For the best results, it's best to focus either on Fat Loss OR Muscle Gain. If you'd like both, then getting a bit leaner first by choosing Fat Loss, and then choosing muscle gain AFTER you're done with the fat loss plan is a wise idea. If you'd like to eat healthier and just get leaner and stronger slowly, Maintenance is the plan for you.
Here is a bit more information about the diet types:
Fat Loss:
The Fat Loss diet plan sets you up to lose fat slowly and steadily over your chosen diet duration. The plan isn't just optimized for fat loss, as it's also designed in such as way as to try to preserve as much of your muscle as possible, so at at the end of your diet, you are leaner, healthier, and maybe even stronger!
Maintenance:
The maintenance plan serves three main purposes:
First, it's a diet guide that keeps you around the same bodyweight while fueling great workouts and improving your health. For this purpose, you can run the maintenance phase any time.
Second, maintenance eating can help your body recover its hormonal and psychological settling points after a strict Fat Loss diet. Maintaining right after a fat loss diet can ensure that you don't just regain the weight, and can help you keep the lost fat off in a healthy, sustainable way.
Lastly, the maintenance phase can be used to give your body a break after a long stretch of Muscle Gain dieting, and let some of the muscle take hold a bit better, so that when you do your next Fat Loss diet, you keep most of your new muscle instead of losing a good deal of it.
The maintenance phase should last a minimum of 2/3 as many weeks as your fat loss diet took, but the longer or harsher your diet, the longer it needs to be (8 – 12 weeks is common). If you attempt to come out of maintenance too soon and transition into another dieting phase, you will ultimately end up having to reduce your calories even further than before just to initiate weight loss, because your metabolism/hormones have yet to normalize to their pre-diet levels. Similarly, if you add non-diet food too quickly, you will quickly start to regain the weight you just lost, because, coming out of a diet, your body is primed for (fat) storage. This is not ideal, and ultimately leads to no good yo-yo dieting.
As such, the maintenance diet is invaluable, and must be taken seriously. In our opinion, it’s just as critical to your success than the diet phase itself.
Check out this podcast episode on the importance of maintenance diets.
Why Maintenance is so DAMN Important
Muscle Gain:
Muscle Gain feeds you the specific nutrients your body needs to gain muscle. This means that you'll be gaining a bit of weight during this diet, and perhaps just a bit of that will be fat, too. This is both OK and necessary, as weight gain is by far the most effective process for muscle gain, and the fat you gain will come off very quickly when you do your next Fat Loss phase. If you've never done an intentional Muscle Gain phase and you want to be more muscular and perform better, we HIGHLY recommend it!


**TASK INSTRUCTIONS:** Please give back each line of the listing, unchanged in every word.
══ DATA IN THIS EXERCISE
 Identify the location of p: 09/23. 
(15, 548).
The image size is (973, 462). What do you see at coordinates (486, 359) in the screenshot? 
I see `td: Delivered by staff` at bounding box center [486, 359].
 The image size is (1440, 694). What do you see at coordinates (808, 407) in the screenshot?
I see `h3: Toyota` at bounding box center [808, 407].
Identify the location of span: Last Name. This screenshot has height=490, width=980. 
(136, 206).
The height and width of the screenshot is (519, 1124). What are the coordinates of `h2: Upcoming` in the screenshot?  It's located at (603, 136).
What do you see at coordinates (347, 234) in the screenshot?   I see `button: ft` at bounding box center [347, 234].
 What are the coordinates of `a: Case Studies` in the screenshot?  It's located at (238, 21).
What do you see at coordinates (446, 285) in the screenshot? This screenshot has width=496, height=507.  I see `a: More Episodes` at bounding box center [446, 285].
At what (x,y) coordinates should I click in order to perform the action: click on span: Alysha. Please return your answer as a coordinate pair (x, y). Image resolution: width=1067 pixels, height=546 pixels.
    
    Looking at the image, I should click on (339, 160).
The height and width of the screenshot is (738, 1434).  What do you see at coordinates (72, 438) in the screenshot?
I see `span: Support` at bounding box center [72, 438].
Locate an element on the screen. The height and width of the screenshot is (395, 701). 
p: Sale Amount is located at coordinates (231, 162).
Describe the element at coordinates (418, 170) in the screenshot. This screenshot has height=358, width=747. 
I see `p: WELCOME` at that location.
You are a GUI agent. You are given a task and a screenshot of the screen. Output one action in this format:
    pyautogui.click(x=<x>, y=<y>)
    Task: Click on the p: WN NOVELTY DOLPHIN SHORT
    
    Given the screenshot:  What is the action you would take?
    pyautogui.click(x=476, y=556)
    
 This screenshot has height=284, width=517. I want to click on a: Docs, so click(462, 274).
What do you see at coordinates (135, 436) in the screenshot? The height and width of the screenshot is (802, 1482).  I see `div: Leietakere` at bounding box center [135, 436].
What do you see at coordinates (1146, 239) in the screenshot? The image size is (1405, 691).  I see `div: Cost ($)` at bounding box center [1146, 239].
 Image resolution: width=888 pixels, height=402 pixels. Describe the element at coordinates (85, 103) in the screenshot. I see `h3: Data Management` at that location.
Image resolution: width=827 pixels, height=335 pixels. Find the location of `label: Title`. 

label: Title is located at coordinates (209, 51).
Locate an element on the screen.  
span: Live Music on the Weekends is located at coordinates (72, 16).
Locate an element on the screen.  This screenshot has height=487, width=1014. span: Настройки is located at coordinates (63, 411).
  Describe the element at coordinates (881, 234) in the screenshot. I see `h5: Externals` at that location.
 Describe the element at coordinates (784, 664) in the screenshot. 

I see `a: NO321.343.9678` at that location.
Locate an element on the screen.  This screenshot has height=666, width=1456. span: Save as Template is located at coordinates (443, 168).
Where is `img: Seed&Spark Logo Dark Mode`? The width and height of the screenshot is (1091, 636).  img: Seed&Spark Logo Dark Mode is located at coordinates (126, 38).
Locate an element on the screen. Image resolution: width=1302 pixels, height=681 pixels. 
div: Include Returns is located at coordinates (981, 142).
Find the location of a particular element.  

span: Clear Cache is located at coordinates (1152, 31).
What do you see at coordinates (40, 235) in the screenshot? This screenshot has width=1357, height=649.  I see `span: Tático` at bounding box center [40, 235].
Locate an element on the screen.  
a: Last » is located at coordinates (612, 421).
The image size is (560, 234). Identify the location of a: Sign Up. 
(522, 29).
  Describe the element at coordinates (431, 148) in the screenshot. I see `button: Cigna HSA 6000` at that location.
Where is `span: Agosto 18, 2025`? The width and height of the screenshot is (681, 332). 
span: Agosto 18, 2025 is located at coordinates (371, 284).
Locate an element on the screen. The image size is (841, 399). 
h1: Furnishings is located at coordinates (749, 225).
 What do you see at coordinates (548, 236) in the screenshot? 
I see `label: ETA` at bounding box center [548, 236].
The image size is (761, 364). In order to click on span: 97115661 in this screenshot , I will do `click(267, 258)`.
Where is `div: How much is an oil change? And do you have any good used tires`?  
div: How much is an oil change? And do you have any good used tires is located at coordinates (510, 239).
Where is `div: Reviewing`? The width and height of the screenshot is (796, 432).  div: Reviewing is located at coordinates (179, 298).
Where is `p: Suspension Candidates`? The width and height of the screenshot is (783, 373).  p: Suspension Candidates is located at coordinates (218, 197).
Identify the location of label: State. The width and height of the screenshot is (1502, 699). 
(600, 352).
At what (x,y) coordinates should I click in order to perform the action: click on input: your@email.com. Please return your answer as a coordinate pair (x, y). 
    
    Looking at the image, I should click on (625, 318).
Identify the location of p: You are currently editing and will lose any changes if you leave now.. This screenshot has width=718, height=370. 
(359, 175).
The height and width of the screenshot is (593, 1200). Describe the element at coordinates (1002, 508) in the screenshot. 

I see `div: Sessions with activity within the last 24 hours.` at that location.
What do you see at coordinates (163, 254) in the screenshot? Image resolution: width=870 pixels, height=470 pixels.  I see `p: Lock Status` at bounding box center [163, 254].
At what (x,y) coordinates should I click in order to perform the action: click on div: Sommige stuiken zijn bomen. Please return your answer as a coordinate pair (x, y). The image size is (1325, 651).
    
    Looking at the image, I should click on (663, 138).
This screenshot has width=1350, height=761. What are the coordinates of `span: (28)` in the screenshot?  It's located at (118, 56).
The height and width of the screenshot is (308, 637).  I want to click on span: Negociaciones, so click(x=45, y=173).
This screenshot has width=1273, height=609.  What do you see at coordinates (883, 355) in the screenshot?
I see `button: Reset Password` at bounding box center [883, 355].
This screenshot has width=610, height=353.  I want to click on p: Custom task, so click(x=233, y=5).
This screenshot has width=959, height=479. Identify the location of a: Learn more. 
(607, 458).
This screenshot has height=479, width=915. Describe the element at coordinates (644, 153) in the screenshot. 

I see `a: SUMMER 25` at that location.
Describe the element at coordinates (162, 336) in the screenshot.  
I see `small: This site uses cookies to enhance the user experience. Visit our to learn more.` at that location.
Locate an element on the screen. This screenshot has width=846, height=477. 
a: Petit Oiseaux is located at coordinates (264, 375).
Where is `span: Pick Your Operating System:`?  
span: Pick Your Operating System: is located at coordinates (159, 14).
════
**ANSWER FOR THE TASK:**
 Identify the location of p: 09/23. 
(15, 548).
The image size is (973, 462). What do you see at coordinates (486, 359) in the screenshot? 
I see `td: Delivered by staff` at bounding box center [486, 359].
 The image size is (1440, 694). What do you see at coordinates (808, 407) in the screenshot?
I see `h3: Toyota` at bounding box center [808, 407].
Identify the location of span: Last Name. This screenshot has height=490, width=980. 
(136, 206).
The height and width of the screenshot is (519, 1124). What are the coordinates of `h2: Upcoming` in the screenshot?  It's located at (603, 136).
What do you see at coordinates (347, 234) in the screenshot?   I see `button: ft` at bounding box center [347, 234].
 What are the coordinates of `a: Case Studies` in the screenshot?  It's located at (238, 21).
What do you see at coordinates (446, 285) in the screenshot? This screenshot has width=496, height=507.  I see `a: More Episodes` at bounding box center [446, 285].
At what (x,y) coordinates should I click in order to perform the action: click on span: Alysha. Please return your answer as a coordinate pair (x, y). Image resolution: width=1067 pixels, height=546 pixels.
    
    Looking at the image, I should click on (339, 160).
The height and width of the screenshot is (738, 1434).  What do you see at coordinates (72, 438) in the screenshot?
I see `span: Support` at bounding box center [72, 438].
Locate an element on the screen. The height and width of the screenshot is (395, 701). 
p: Sale Amount is located at coordinates (231, 162).
Describe the element at coordinates (418, 170) in the screenshot. This screenshot has height=358, width=747. 
I see `p: WELCOME` at that location.
You are a GUI agent. You are given a task and a screenshot of the screen. Output one action in this format:
    pyautogui.click(x=<x>, y=<y>)
    Task: Click on the p: WN NOVELTY DOLPHIN SHORT
    
    Given the screenshot:  What is the action you would take?
    pyautogui.click(x=476, y=556)
    
 This screenshot has height=284, width=517. I want to click on a: Docs, so click(462, 274).
What do you see at coordinates (135, 436) in the screenshot? The height and width of the screenshot is (802, 1482).  I see `div: Leietakere` at bounding box center [135, 436].
What do you see at coordinates (1146, 239) in the screenshot? The image size is (1405, 691).  I see `div: Cost ($)` at bounding box center [1146, 239].
 Image resolution: width=888 pixels, height=402 pixels. Describe the element at coordinates (85, 103) in the screenshot. I see `h3: Data Management` at that location.
Image resolution: width=827 pixels, height=335 pixels. Find the location of `label: Title`. 

label: Title is located at coordinates (209, 51).
Locate an element on the screen.  
span: Live Music on the Weekends is located at coordinates (72, 16).
Locate an element on the screen.  This screenshot has height=487, width=1014. span: Настройки is located at coordinates (63, 411).
  Describe the element at coordinates (881, 234) in the screenshot. I see `h5: Externals` at that location.
 Describe the element at coordinates (784, 664) in the screenshot. 

I see `a: NO321.343.9678` at that location.
Locate an element on the screen.  This screenshot has height=666, width=1456. span: Save as Template is located at coordinates (443, 168).
Where is `img: Seed&Spark Logo Dark Mode`? The width and height of the screenshot is (1091, 636).  img: Seed&Spark Logo Dark Mode is located at coordinates (126, 38).
Locate an element on the screen. Image resolution: width=1302 pixels, height=681 pixels. 
div: Include Returns is located at coordinates (981, 142).
Find the location of a particular element.  

span: Clear Cache is located at coordinates (1152, 31).
What do you see at coordinates (40, 235) in the screenshot? This screenshot has width=1357, height=649.  I see `span: Tático` at bounding box center [40, 235].
Locate an element on the screen.  
a: Last » is located at coordinates (612, 421).
The image size is (560, 234). Identify the location of a: Sign Up. 
(522, 29).
  Describe the element at coordinates (431, 148) in the screenshot. I see `button: Cigna HSA 6000` at that location.
Where is `span: Agosto 18, 2025`? The width and height of the screenshot is (681, 332). 
span: Agosto 18, 2025 is located at coordinates (371, 284).
Locate an element on the screen. The image size is (841, 399). 
h1: Furnishings is located at coordinates (749, 225).
 What do you see at coordinates (548, 236) in the screenshot? 
I see `label: ETA` at bounding box center [548, 236].
The image size is (761, 364). In order to click on span: 97115661 in this screenshot , I will do `click(267, 258)`.
Where is `div: How much is an oil change? And do you have any good used tires`?  
div: How much is an oil change? And do you have any good used tires is located at coordinates (510, 239).
Where is `div: Reviewing`? The width and height of the screenshot is (796, 432).  div: Reviewing is located at coordinates (179, 298).
Where is `p: Suspension Candidates`? The width and height of the screenshot is (783, 373).  p: Suspension Candidates is located at coordinates (218, 197).
Identify the location of label: State. The width and height of the screenshot is (1502, 699). 
(600, 352).
At what (x,y) coordinates should I click in order to perform the action: click on input: your@email.com. Please return your answer as a coordinate pair (x, y). 
    
    Looking at the image, I should click on (625, 318).
Identify the location of p: You are currently editing and will lose any changes if you leave now.. This screenshot has width=718, height=370. 
(359, 175).
The height and width of the screenshot is (593, 1200). Describe the element at coordinates (1002, 508) in the screenshot. 

I see `div: Sessions with activity within the last 24 hours.` at that location.
What do you see at coordinates (163, 254) in the screenshot? Image resolution: width=870 pixels, height=470 pixels.  I see `p: Lock Status` at bounding box center [163, 254].
At what (x,y) coordinates should I click in order to perform the action: click on div: Sommige stuiken zijn bomen. Please return your answer as a coordinate pair (x, y). The image size is (1325, 651).
    
    Looking at the image, I should click on (663, 138).
This screenshot has width=1350, height=761. What are the coordinates of `span: (28)` in the screenshot?  It's located at (118, 56).
The height and width of the screenshot is (308, 637).  I want to click on span: Negociaciones, so click(x=45, y=173).
This screenshot has width=1273, height=609.  What do you see at coordinates (883, 355) in the screenshot?
I see `button: Reset Password` at bounding box center [883, 355].
This screenshot has width=610, height=353.  I want to click on p: Custom task, so click(x=233, y=5).
This screenshot has width=959, height=479. Identify the location of a: Learn more. 
(607, 458).
This screenshot has height=479, width=915. Describe the element at coordinates (644, 153) in the screenshot. 

I see `a: SUMMER 25` at that location.
Describe the element at coordinates (162, 336) in the screenshot.  
I see `small: This site uses cookies to enhance the user experience. Visit our to learn more.` at that location.
Locate an element on the screen. This screenshot has width=846, height=477. 
a: Petit Oiseaux is located at coordinates (264, 375).
Where is `span: Pick Your Operating System:`?  
span: Pick Your Operating System: is located at coordinates (159, 14).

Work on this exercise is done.